LOS ANGELES — Both candidates in the Los Angeles City Council Fourth District race, incumbent Councilmember David Ryu and challenger Nithya Raman, were pounding the pavement on Election Day, each visiting multiple vote centers in a last-minute attempt to sway voters heading in to cast their ballots.
The race has been hotly contested and drawn national attention and endorsements. On Oct. 10, Sen. Bernie Sanders gave Raman his endorsement. Days later, Ryu announced that he had the endorsement of Hillary Clinton.
At midday on Tuesday, Ryu had joined his table team at the La Brea Tar Pits voting center to greet voters.
But part of the challenge has been that, even with the inescapable push to get out the vote on all forms of media, there are still voters who are in the dark about the CD4 race.
“Meeting me for the first time, they don’t know who I am, who my opponent is, or what a council member is or does,” Ryu said. “But luckily, it’s a lot fewer than before.”
Council District 4, like so many Los Angeles City Council districts, covers a hugely expansive area, from Koreatown and Mid-Wilshire to the south, stretching up to North Hollywood, then west to the 405 and east into Silver Lake. All told, the Fourth District represents about 275,000 people, Ryu said — enough that, if it seceded from Los Angeles, it could be the 14th largest city in California.
Ryu acknowledged that the city is working on an antiquated form of government — that the last update to the city charter, in 1925, led to the one mayor, 15 representative City Council.
“Do we want to look at the structure of L.A.? Do we want to expand it? To contract it?” It’s not just about exposing and resisting corruption among the council, Ryu said, but about easing city processes for voters.
The race has been hotly contested, and unusually so for a local election. As of the most recent campaign finance statements, Raman has actually out-earned Ryu in total contributions — about $680,500 to Ryu’s $595,200. And according to Raman, about $172,000 of that comes from donations totalling under $100.
Ryu bristled when asked if Raman had pushed his campaign and his issues leftward, as when the Los Angeles City Council voted to establish a pilot program sending counseling specialists to non-violent calls to police.
“There’s a lot of misinformation out there, trying to paint me like a conservative Republican, a 70-year-old white guy,” Ryu said. He touted his bonafides as a crisis counselor, working in South L.A. to mediate conflicts among racial divides following the Rodney King uprising.
Raman, speaking from the Hollywood Bowl voting center at her own campaign table later on Tuesday, responded by saying that Angelenos have very progressive values — and that the City Council has not reflected those values.
“We haven’t seen tenants rights in action, the kind of support that you need for people experiencing homelessness; we’ve been sending police for decades, instead of providing the kind of care that people need to really get off the streets,” Raman said. “My campaign was, in a way, a response to that gap” between resident values and the Council’s actions.
Raman came to the race with a background as an urban planner and as a progressive advocate, co-founding the SELAH Neighborhood Homeless Coalition. Many of those volunteers, she said, have joined her campaign as well.
Raman’s campaign has taken great pains to be an educational one, going so far as to hold “teach-ins” via Zoom, explaining the historic politics of Los Angeles and California at large.
“Hopefully I win. But even if I don’t win, we’ve energized and engaged … tens of thousands of people who are voting in a municipal election for the first time, who understand who they’re voting for, and who understand what their city is supposed to be doing for them and for every resident around them. And now they’re going to hold them accountable.”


▶ **REQUIRED ACTION**:
Every entry below should be transcribed exactly; pictures stay out of the copy.

▶ **INPUT FOR THIS TASK**:
......

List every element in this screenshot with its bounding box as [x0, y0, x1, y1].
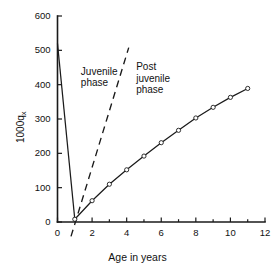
y-axis-label-text: 1000q [15, 115, 26, 143]
series-line-1 [75, 88, 248, 219]
data-point [90, 199, 94, 203]
axes [58, 16, 266, 222]
data-point [228, 95, 232, 99]
y-tick-label: 500 [0, 45, 51, 55]
x-tick-label: 8 [181, 228, 211, 238]
axis-ticks [58, 16, 266, 222]
data-point [246, 86, 250, 90]
y-tick-label: 200 [0, 148, 51, 158]
x-tick-label: 2 [77, 228, 107, 238]
chart-figure: 0100200300400500600 024681012 1000qx Age… [0, 0, 275, 276]
data-point [159, 141, 163, 145]
series-line-0 [58, 43, 75, 219]
data-point [211, 105, 215, 109]
y-axis-label-subscript: x [19, 111, 28, 115]
data-point [194, 116, 198, 120]
x-tick-label: 6 [146, 228, 176, 238]
data-point [107, 182, 111, 186]
annotation-post-juvenile-phase: Post juvenile phase [136, 61, 170, 96]
y-tick-label: 0 [0, 217, 51, 227]
data-point [73, 217, 77, 221]
x-tick-label: 0 [43, 228, 73, 238]
data-point [142, 154, 146, 158]
x-tick-label: 12 [250, 228, 275, 238]
data-point [176, 128, 180, 132]
x-tick-label: 4 [112, 228, 142, 238]
y-tick-label: 100 [0, 183, 51, 193]
data-markers [73, 86, 250, 221]
annotation-juvenile-phase: Juvenile phase [81, 66, 118, 89]
x-tick-label: 10 [215, 228, 245, 238]
x-axis-label: Age in years [0, 252, 275, 263]
y-axis-label: 1000qx [16, 111, 26, 143]
y-tick-label: 400 [0, 80, 51, 90]
data-point [125, 168, 129, 172]
y-tick-label: 600 [0, 11, 51, 21]
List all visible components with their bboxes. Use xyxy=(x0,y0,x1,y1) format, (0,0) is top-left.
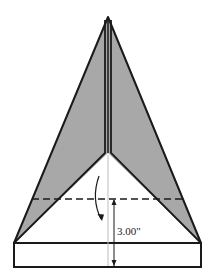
dimension-label: 3.00" xyxy=(117,225,141,237)
paper-airplane-diagram: 3.00" xyxy=(0,0,215,280)
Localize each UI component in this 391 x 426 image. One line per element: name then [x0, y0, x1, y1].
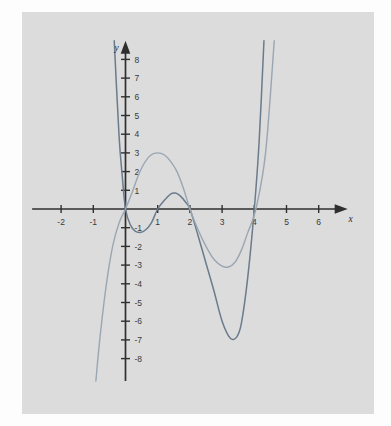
coordinate-plane: -2-112345687654321-1-2-3-4-5-6-7-8 xy — [22, 12, 374, 414]
x-tick-label-1: 1 — [155, 217, 160, 227]
plot-panel: -2-112345687654321-1-2-3-4-5-6-7-8 xy — [22, 12, 374, 414]
y-tick-label-6: 6 — [135, 92, 140, 102]
y-tick-label--2: -2 — [135, 242, 143, 252]
y-tick-label-4: 4 — [135, 129, 140, 139]
x-tick-label-3: 3 — [220, 217, 225, 227]
y-tick-label-5: 5 — [135, 111, 140, 121]
y-tick-label-7: 7 — [135, 73, 140, 83]
x-axis-label: x — [348, 214, 354, 224]
y-tick-label--6: -6 — [135, 316, 143, 326]
x-tick-label--1: -1 — [90, 217, 98, 227]
curves-group — [96, 41, 274, 381]
y-tick-label-3: 3 — [135, 148, 140, 158]
curve-light-curve — [96, 41, 274, 381]
y-tick-label--4: -4 — [135, 279, 143, 289]
x-tick-label-5: 5 — [284, 217, 289, 227]
figure-root: -2-112345687654321-1-2-3-4-5-6-7-8 xy — [0, 0, 391, 426]
y-tick-label--7: -7 — [135, 335, 143, 345]
x-tick-label-2: 2 — [188, 217, 193, 227]
y-tick-label-1: 1 — [135, 186, 140, 196]
y-axis-arrowhead — [121, 41, 131, 54]
axis-names-group: xy — [113, 43, 353, 224]
y-axis-label: y — [113, 43, 119, 53]
x-tick-label-6: 6 — [316, 217, 321, 227]
y-tick-label--5: -5 — [135, 298, 143, 308]
y-tick-label--3: -3 — [135, 260, 143, 270]
y-tick-label-8: 8 — [135, 55, 140, 65]
x-tick-label--2: -2 — [57, 217, 65, 227]
y-tick-label--8: -8 — [135, 354, 143, 364]
x-axis-arrowhead — [335, 204, 348, 214]
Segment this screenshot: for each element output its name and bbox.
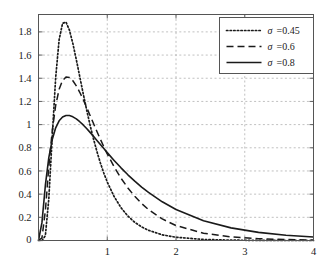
- y-tick-label-0.8: 0.8: [18, 142, 31, 153]
- y-tick-label-1.6: 1.6: [18, 50, 31, 61]
- x-tick-label-4: 4: [311, 246, 317, 257]
- legend-sigma-value-1: =0.6: [277, 41, 295, 52]
- chart-figure: 1234 00.20.40.60.811.21.41.61.8 σ=0.45σ=…: [0, 0, 327, 270]
- origin-label: 0: [26, 234, 31, 245]
- chart-legend: σ=0.45σ=0.6σ=0.8: [220, 18, 314, 74]
- y-tick-label-1: 1: [26, 119, 31, 130]
- y-tick-label-1.2: 1.2: [18, 96, 31, 107]
- y-tick-label-1.8: 1.8: [18, 26, 31, 37]
- x-tick-label-3: 3: [242, 246, 247, 257]
- y-tick-label-1.4: 1.4: [18, 73, 32, 84]
- y-tick-label-0.2: 0.2: [18, 212, 31, 223]
- x-tick-label-2: 2: [173, 246, 178, 257]
- legend-sigma-value-2: =0.8: [277, 57, 295, 68]
- x-tick-label-1: 1: [105, 246, 110, 257]
- y-tick-label-0.4: 0.4: [18, 189, 32, 200]
- y-tick-label-0.6: 0.6: [18, 166, 31, 177]
- legend-sigma-value-0: =0.45: [277, 25, 300, 36]
- pdf-line-chart: 1234 00.20.40.60.811.21.41.61.8 σ=0.45σ=…: [0, 0, 327, 270]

......

▶ **TASK OUTPUT**:
List every element in this screenshot with its bounding box as [x0, y0, x1, y1].
y-axis-label-text: 1000q [15, 115, 26, 143]
series-line-1 [75, 88, 248, 219]
data-point [90, 199, 94, 203]
axes [58, 16, 266, 222]
data-point [228, 95, 232, 99]
y-tick-label: 500 [0, 45, 51, 55]
x-tick-label: 8 [181, 228, 211, 238]
axis-ticks [58, 16, 266, 222]
data-point [246, 86, 250, 90]
y-tick-label: 200 [0, 148, 51, 158]
x-tick-label: 2 [77, 228, 107, 238]
chart-figure: 0100200300400500600 024681012 1000qx Age… [0, 0, 275, 276]
data-point [159, 141, 163, 145]
series-line-0 [58, 43, 75, 219]
data-point [211, 105, 215, 109]
y-axis-label-subscript: x [19, 111, 28, 115]
data-point [194, 116, 198, 120]
x-tick-label: 6 [146, 228, 176, 238]
data-point [107, 182, 111, 186]
annotation-post-juvenile-phase: Post juvenile phase [136, 61, 170, 96]
y-tick-label: 0 [0, 217, 51, 227]
data-point [73, 217, 77, 221]
x-tick-label: 0 [43, 228, 73, 238]
data-point [142, 154, 146, 158]
x-tick-label: 12 [250, 228, 275, 238]
data-point [176, 128, 180, 132]
x-tick-label: 4 [112, 228, 142, 238]
y-tick-label: 100 [0, 183, 51, 193]
data-markers [73, 86, 250, 221]
annotation-juvenile-phase: Juvenile phase [81, 66, 118, 89]
x-tick-label: 10 [215, 228, 245, 238]
x-axis-label: Age in years [0, 252, 275, 263]
y-axis-label: 1000qx [16, 111, 26, 143]
y-tick-label: 400 [0, 80, 51, 90]
data-point [125, 168, 129, 172]
y-tick-label: 600 [0, 11, 51, 21]
List all visible components with their bboxes. Use xyxy=(x0,y0,x1,y1) format, (0,0) is top-left.
dimension-label: 3.00" xyxy=(117,225,141,237)
paper-airplane-diagram: 3.00" xyxy=(0,0,215,280)
Localize each UI component in this 391 x 426 image. One line per element: name then [x0, y0, x1, y1].
coordinate-plane: -2-112345687654321-1-2-3-4-5-6-7-8 xy — [22, 12, 374, 414]
x-tick-label-1: 1 — [155, 217, 160, 227]
plot-panel: -2-112345687654321-1-2-3-4-5-6-7-8 xy — [22, 12, 374, 414]
y-tick-label-6: 6 — [135, 92, 140, 102]
y-tick-label--2: -2 — [135, 242, 143, 252]
y-tick-label-4: 4 — [135, 129, 140, 139]
x-tick-label-3: 3 — [220, 217, 225, 227]
y-tick-label-5: 5 — [135, 111, 140, 121]
y-tick-label-7: 7 — [135, 73, 140, 83]
x-axis-label: x — [348, 214, 354, 224]
y-tick-label--6: -6 — [135, 316, 143, 326]
x-tick-label--1: -1 — [90, 217, 98, 227]
curves-group — [96, 41, 274, 381]
y-tick-label-3: 3 — [135, 148, 140, 158]
curve-light-curve — [96, 41, 274, 381]
y-tick-label--4: -4 — [135, 279, 143, 289]
x-tick-label-5: 5 — [284, 217, 289, 227]
figure-root: -2-112345687654321-1-2-3-4-5-6-7-8 xy — [0, 0, 391, 426]
y-tick-label--7: -7 — [135, 335, 143, 345]
x-tick-label-2: 2 — [188, 217, 193, 227]
y-tick-label-1: 1 — [135, 186, 140, 196]
y-axis-arrowhead — [121, 41, 131, 54]
axis-names-group: xy — [113, 43, 353, 224]
y-axis-label: y — [113, 43, 119, 53]
x-tick-label-6: 6 — [316, 217, 321, 227]
y-tick-label--5: -5 — [135, 298, 143, 308]
y-tick-label--3: -3 — [135, 260, 143, 270]
y-tick-label-8: 8 — [135, 55, 140, 65]
x-tick-label--2: -2 — [57, 217, 65, 227]
y-tick-label--8: -8 — [135, 354, 143, 364]
x-axis-arrowhead — [335, 204, 348, 214]
Segment this screenshot: for each element output its name and bbox.
- y-tick-label-0.8: 0.8: [18, 142, 31, 153]
- y-tick-label-1.6: 1.6: [18, 50, 31, 61]
- x-tick-label-4: 4: [311, 246, 317, 257]
- legend-sigma-value-1: =0.6: [277, 41, 295, 52]
- chart-figure: 1234 00.20.40.60.811.21.41.61.8 σ=0.45σ=…: [0, 0, 327, 270]
- origin-label: 0: [26, 234, 31, 245]
- chart-legend: σ=0.45σ=0.6σ=0.8: [220, 18, 314, 74]
- y-tick-label-1: 1: [26, 119, 31, 130]
- y-tick-label-1.2: 1.2: [18, 96, 31, 107]
- y-tick-label-1.8: 1.8: [18, 26, 31, 37]
- x-tick-label-3: 3: [242, 246, 247, 257]
- y-tick-label-1.4: 1.4: [18, 73, 32, 84]
- y-tick-label-0.2: 0.2: [18, 212, 31, 223]
- x-tick-label-2: 2: [173, 246, 178, 257]
- legend-sigma-value-2: =0.8: [277, 57, 295, 68]
- x-tick-label-1: 1: [105, 246, 110, 257]
- y-tick-label-0.4: 0.4: [18, 189, 32, 200]
- y-tick-label-0.6: 0.6: [18, 166, 31, 177]
- legend-sigma-value-0: =0.45: [277, 25, 300, 36]
- pdf-line-chart: 1234 00.20.40.60.811.21.41.61.8 σ=0.45σ=…: [0, 0, 327, 270]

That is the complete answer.